The Decision to Pursue as a P3 Project

With the support of Governor Daniels, the state of Indiana passed P3 enabling legislation in 2006. This law permitted private sector firms to participate in the financing, design, construction, operations, and maintenance of roadway facilities on a long-term basis. It also permitted the state to lease existing facilities to private firms, receiving an upfront fee and a commitment of long-term roadway upkeep in exchange for the private firm's right to retain toll revenue collected on the roadway. That same year the state leased the 157-mile Indiana Toll Road to a private investor/operator in exchange for a concession fee of $3.8 billion. Building off of the momentum of this P3 transaction, the state conducted an extensive review of the costs of delivering the East End Crossing project using a P3 compared to traditional methods. It applied available cost estimates and assumptions on funding from state and federal sources, as well as potential revenue from tolling the bridge.

Indiana's P3 enabling legislation required that any potential P3 project be approved by the state legislature and that an analysis of the project's economic impacts be completed before the state could advance the project into procurement. In March 2010 the state legislature passed legislation authorizing the possible use of a P3 procurement on the East End Crossing.

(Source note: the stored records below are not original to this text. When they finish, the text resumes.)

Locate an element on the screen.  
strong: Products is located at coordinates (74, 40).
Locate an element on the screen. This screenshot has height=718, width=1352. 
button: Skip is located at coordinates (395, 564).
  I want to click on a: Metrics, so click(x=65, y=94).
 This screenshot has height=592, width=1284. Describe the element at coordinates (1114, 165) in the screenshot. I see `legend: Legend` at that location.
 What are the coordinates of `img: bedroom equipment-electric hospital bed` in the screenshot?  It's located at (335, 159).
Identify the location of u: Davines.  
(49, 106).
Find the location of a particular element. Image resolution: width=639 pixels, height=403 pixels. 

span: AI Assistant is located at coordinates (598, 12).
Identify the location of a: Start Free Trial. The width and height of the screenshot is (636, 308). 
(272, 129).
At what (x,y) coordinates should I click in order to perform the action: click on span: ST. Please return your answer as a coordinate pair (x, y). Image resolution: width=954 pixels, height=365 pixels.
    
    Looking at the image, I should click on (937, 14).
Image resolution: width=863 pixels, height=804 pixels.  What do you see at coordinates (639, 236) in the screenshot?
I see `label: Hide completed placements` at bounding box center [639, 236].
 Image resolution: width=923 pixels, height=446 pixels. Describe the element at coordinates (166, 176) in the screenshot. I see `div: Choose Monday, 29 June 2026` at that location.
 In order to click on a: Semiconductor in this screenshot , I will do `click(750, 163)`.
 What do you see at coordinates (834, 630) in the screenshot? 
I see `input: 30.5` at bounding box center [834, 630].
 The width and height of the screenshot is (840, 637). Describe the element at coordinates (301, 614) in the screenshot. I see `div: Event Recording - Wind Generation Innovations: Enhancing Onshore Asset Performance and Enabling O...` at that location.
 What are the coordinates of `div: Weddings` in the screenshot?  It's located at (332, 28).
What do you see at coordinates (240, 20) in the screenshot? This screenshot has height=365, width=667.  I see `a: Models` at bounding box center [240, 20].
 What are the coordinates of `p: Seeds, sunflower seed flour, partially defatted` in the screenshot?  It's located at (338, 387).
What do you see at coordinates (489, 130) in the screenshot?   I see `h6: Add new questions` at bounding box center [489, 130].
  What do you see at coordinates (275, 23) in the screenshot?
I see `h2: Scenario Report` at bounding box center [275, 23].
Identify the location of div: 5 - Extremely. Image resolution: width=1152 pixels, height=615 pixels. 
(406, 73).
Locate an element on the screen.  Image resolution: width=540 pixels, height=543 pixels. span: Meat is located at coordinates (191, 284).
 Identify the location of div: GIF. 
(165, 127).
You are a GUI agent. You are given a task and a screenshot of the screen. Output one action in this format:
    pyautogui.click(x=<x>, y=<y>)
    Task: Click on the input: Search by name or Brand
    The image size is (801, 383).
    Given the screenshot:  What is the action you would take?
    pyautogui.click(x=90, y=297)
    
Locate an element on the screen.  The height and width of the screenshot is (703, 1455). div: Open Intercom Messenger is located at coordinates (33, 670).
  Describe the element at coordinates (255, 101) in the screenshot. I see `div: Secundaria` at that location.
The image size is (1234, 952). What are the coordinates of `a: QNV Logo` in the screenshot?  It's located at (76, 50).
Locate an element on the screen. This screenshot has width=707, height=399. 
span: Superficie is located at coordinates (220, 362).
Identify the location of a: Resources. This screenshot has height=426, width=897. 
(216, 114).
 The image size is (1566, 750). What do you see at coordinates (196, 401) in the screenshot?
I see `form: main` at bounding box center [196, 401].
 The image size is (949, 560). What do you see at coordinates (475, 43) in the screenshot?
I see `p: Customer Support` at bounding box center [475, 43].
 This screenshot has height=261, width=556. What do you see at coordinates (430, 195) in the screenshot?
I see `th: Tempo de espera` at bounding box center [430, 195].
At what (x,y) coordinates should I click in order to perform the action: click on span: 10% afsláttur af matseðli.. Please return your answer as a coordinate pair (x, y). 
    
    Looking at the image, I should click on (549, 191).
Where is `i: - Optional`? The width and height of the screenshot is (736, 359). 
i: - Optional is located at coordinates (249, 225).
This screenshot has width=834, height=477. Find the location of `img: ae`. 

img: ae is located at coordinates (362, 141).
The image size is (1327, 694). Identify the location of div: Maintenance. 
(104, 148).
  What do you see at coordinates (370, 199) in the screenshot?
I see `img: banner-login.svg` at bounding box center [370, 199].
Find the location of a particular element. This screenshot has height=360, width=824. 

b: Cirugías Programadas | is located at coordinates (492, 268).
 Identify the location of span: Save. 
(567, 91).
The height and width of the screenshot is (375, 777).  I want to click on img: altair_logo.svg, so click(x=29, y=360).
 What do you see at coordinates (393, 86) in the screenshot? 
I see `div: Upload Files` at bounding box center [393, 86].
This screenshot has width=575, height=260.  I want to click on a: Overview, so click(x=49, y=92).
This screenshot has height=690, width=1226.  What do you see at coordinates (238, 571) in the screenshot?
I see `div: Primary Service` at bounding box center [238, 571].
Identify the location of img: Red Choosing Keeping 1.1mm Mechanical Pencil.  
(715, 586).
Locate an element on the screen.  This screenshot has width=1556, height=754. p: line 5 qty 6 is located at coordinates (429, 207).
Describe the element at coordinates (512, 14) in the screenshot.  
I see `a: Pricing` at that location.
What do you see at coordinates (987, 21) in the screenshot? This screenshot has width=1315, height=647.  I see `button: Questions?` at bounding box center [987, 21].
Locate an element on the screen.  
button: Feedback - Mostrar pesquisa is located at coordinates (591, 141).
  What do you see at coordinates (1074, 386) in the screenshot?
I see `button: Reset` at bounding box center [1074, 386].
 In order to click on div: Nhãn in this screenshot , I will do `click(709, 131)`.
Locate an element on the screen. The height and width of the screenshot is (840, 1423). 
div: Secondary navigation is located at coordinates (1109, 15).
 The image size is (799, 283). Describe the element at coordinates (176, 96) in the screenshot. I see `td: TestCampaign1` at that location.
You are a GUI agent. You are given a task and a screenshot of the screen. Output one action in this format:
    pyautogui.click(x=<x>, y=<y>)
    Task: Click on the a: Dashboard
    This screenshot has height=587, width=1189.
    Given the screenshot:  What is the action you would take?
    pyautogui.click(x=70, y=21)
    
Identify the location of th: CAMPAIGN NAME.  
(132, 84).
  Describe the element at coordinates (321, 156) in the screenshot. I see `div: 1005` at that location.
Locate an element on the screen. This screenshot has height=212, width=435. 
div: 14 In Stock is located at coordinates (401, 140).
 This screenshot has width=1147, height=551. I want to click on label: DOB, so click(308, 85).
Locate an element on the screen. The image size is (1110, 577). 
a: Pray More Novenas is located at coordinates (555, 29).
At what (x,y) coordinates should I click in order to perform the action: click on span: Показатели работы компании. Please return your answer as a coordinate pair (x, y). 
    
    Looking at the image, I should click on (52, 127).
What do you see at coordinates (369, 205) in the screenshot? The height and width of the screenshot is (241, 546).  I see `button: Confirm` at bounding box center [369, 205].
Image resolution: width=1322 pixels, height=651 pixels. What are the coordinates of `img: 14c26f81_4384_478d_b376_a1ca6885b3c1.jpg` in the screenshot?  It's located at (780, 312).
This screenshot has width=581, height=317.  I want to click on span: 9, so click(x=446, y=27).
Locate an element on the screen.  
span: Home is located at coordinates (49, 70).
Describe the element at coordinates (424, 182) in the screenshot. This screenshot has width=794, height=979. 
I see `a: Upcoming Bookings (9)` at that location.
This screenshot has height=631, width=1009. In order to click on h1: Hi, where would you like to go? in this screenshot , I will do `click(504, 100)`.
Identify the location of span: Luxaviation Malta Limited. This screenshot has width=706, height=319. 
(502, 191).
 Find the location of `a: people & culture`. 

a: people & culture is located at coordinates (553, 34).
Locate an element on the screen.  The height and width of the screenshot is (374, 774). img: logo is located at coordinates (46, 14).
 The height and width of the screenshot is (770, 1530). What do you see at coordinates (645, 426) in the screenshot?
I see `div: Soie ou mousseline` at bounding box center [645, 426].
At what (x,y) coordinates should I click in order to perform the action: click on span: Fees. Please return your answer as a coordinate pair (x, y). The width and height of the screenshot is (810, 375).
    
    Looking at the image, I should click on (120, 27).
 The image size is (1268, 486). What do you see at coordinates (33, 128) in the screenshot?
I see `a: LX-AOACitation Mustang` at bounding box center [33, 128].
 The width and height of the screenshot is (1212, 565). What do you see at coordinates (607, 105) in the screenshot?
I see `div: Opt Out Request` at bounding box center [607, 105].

In 2011 the bi-state authority identified two options for implementing the Ohio River Bridges. One was to use a fixed-price contract for the design and construction of the bridges (a "design-build" contract) with funding coming from tax-exempt bonds backed by toll revenue, with a separate contract awarded to an operator for toll collection on the bridges. The second option was a P3 concession model where a private developer would design, build, finance, operate and maintain the bridge for a fixed period in exchange for a combination of milestone construction payments and availability payments over the life of the concession. Availability payments are made to the developer contingent upon meeting certain roadway performance criteria related to "availability" to traffic and its condition.

In late December 2011, the governors and bi-state authority announced that the states had reached an agreement on their preferred delivery methods, with Kentucky pursuing the toll-backed design-build option, and Indiana pursuing the availability-payment P3 concession. In March 2012, the Governors signed a Memorandum of Understanding (MoU) detailing the responsibilities of each state in developing and financing their respective projects. The MoU also stipulated the degree of technical review the two states would have on one another's projects, while limiting the risk of additional interference.

Indiana was attracted to the availability-payment P3 approach because of the opportunities to transfer project risks that the state would normally bear to a private partner. These project risks include construction risk (cost overrun and meeting schedule). The state also would benefit from budgetary certainty during the operations and maintenance phase of the project as a result of the upper limit of the availability payment. The private partner would be held to specified performance standards for operations and maintenance by the availability payment mechanism. The only project risk retained by the state would be achieving expected toll revenues from forecasted traffic levels.